Singles Connection


Singles Connection
STORIES IN THIS ISSUE
FEATURES
     Volunteer offers getaway
     Bush courts votes
     Thurmond tempered with time
COMMUNITY
     Agencies hit hard
     Kosher restaurant opens in Scottsdale
NATION
     Streams split on sodomy case
ISRAEL
     Joint patrols resume in Gaza Strip
     Citizen proposal praised
OPINION
     Editorial - Extending equal rights
     Commentary - Who needs political heroes?
     Voices - Jews not allowed at negotiating table?
     In the Mail - Letters to the Editor
ARTS
     Kosher 'Sex'
     Arts briefs
BUSINESS
     Stopping stink
     Mind Your Own Business - Business Calendar
     People on the move
COMING UP
     This Week
MILESTONES
     Births
     Obituaries
SENIORS
     Events
SINGLES
     Datebook
YOUTH
     Overprotective parents
TORAH STUDY
     Moses confronts twin rebellions

Singles Connection
Logo

July 4, 2003/Tamuz 4 5763, Vol. 55, No. 45

Thurmond tempered with time

MATTHEW E. BERGER
Jewish Telegraphic Agency
Sen.

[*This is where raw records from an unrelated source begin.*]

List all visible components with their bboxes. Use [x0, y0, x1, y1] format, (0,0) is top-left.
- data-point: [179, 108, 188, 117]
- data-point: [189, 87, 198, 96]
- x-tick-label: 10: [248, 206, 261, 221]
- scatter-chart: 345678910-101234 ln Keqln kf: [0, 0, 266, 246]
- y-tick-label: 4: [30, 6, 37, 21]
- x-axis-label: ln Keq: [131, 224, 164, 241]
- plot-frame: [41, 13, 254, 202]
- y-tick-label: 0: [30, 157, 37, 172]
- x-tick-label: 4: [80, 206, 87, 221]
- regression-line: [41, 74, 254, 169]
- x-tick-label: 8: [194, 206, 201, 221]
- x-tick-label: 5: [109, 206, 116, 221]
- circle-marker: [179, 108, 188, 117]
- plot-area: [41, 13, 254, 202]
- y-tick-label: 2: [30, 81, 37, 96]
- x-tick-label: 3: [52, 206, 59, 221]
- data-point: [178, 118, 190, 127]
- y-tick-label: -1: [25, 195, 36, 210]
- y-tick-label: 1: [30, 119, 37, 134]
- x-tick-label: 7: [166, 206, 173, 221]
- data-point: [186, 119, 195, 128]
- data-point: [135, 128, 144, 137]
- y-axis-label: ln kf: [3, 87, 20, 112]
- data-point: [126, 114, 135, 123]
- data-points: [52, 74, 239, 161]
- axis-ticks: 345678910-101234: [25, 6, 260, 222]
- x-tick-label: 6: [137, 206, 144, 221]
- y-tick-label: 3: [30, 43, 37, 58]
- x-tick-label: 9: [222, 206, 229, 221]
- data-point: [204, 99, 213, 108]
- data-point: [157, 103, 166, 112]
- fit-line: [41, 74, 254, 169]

Strom Thurmond's 100th birthday
President Bush helps celebrate the 100th birthday of Sen. Strom Thurmond Dec. 6, 2002, at the White House.
Photo by Eric Draper/White House
When Hyman Bookbinder, the American Jewish Committee's longtime Washington representative, watched the Senate approve a national holiday in memory of Martin Luther King, Jr. in 1985, one of the most significant moments was the "aye" vote by Sen. Strom Thurmond (R-S.C.)

"It was a sign," says Bookbinder, who watched the vote from a Senate visitors gallery with Coretta Scott King, the civil rights leader's widow. "When he voted in support of civil rights goals, he reflected what was happening in this country."

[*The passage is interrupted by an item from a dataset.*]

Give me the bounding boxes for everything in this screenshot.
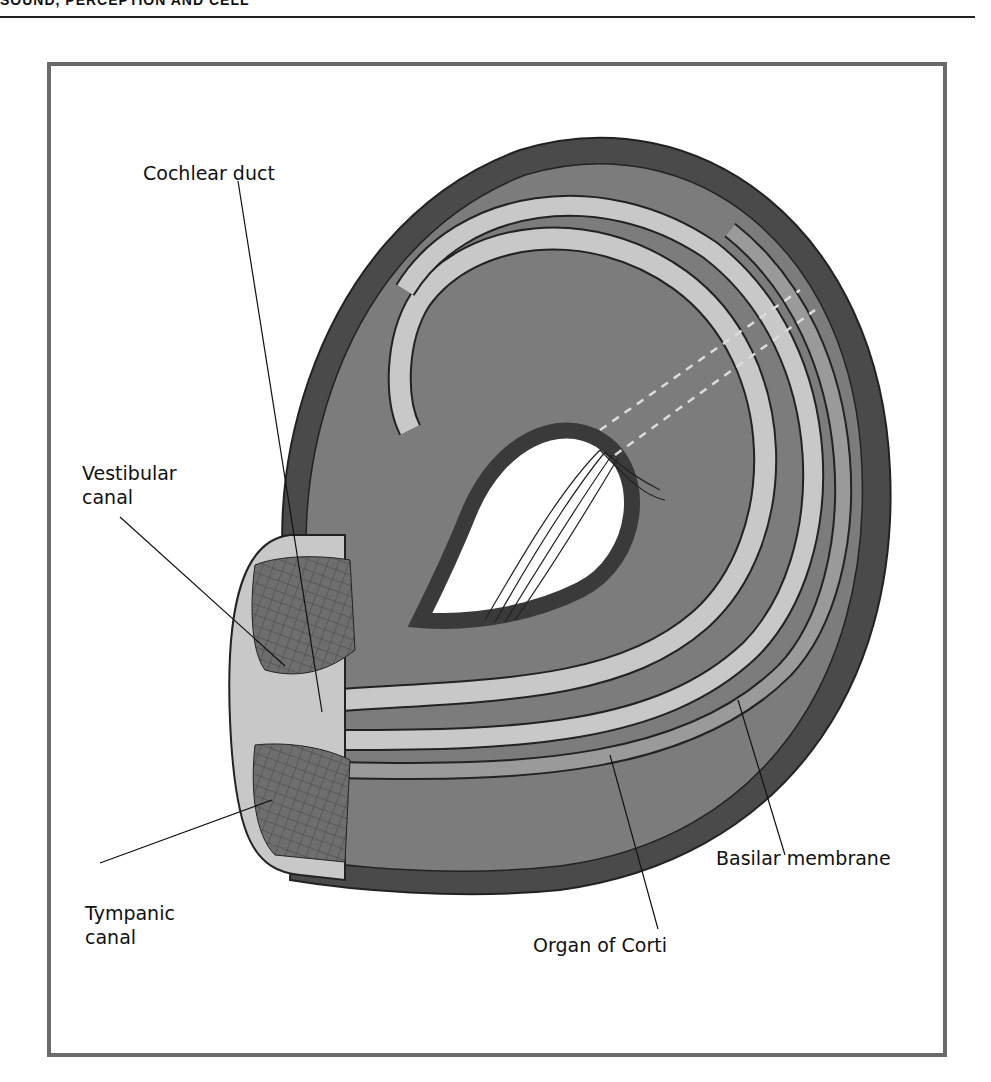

Thurmond, the longest-serving member in the history of the Senate, died June 26 in South Carolina, the state he had represented for 47 years. He was 100 years old, and had left the Senate in January.

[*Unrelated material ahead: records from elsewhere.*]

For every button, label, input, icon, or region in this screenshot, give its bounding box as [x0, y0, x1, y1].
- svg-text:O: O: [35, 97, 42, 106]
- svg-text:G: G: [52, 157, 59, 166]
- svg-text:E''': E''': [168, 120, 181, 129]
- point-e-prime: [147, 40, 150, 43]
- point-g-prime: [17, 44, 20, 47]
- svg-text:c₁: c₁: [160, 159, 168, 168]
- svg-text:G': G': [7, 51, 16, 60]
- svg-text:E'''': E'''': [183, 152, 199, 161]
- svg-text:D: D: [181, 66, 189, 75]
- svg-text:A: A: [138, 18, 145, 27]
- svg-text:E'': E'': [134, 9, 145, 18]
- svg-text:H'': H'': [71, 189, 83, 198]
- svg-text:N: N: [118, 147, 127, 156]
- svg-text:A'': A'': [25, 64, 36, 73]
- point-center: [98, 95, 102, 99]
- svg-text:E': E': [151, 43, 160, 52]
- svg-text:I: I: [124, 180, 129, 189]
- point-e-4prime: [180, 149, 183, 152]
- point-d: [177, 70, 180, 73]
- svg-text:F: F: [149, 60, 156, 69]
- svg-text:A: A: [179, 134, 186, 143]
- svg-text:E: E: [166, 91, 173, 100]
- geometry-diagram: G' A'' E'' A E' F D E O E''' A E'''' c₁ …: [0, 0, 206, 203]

Jewish leaders in Washington and South Carolina remember the longtime lawmaker as a bellwether for the civil rights movement, and as a friendly and gentle man who made time for members of the Jewish community even though he frequently disagreed with them on policy issues.

A vocal opponent of the civil rights movement, Thurmond, then a Democratic governor, ran for president in 1948 as a "Dixiecrat," opposing Harry Truman's civil rights platform for the Democratic Party.

He lost, but was elected to the Senate as a write-in candidate six years later. In his first years in Congress, he was a strict segregationist, filibustering civil rights laws, but his position changed over time. He eventually supported the appointment of black federal judges and employed several African-Americans on his staff.

Thurmond became a Republican in 1964. But no matter what party he affiliated with, he often disagreed with the Jewish community.

"The original Thurmond was a guy who was against civil rights, the war on poverty, the liberal agenda," says Bookbinder, who began working in Washington in 1951. "The liberal agenda was distasteful to him and he became distasteful to us."

Thurmond often opposed foreign aid, a pet issue for a Jewish community seeking to help Israel. He also had little personal affinity for the South Carolina Jewish community, which was predominantly Democratic. However, that didn't stop him from reaching out to the small Jewish community in his state.

"On a one-on-one level he would always respond to you," says Samuel Tannenbaum, a Jewish leader in the state's capital, Columbia. "That was the ultimate success for him."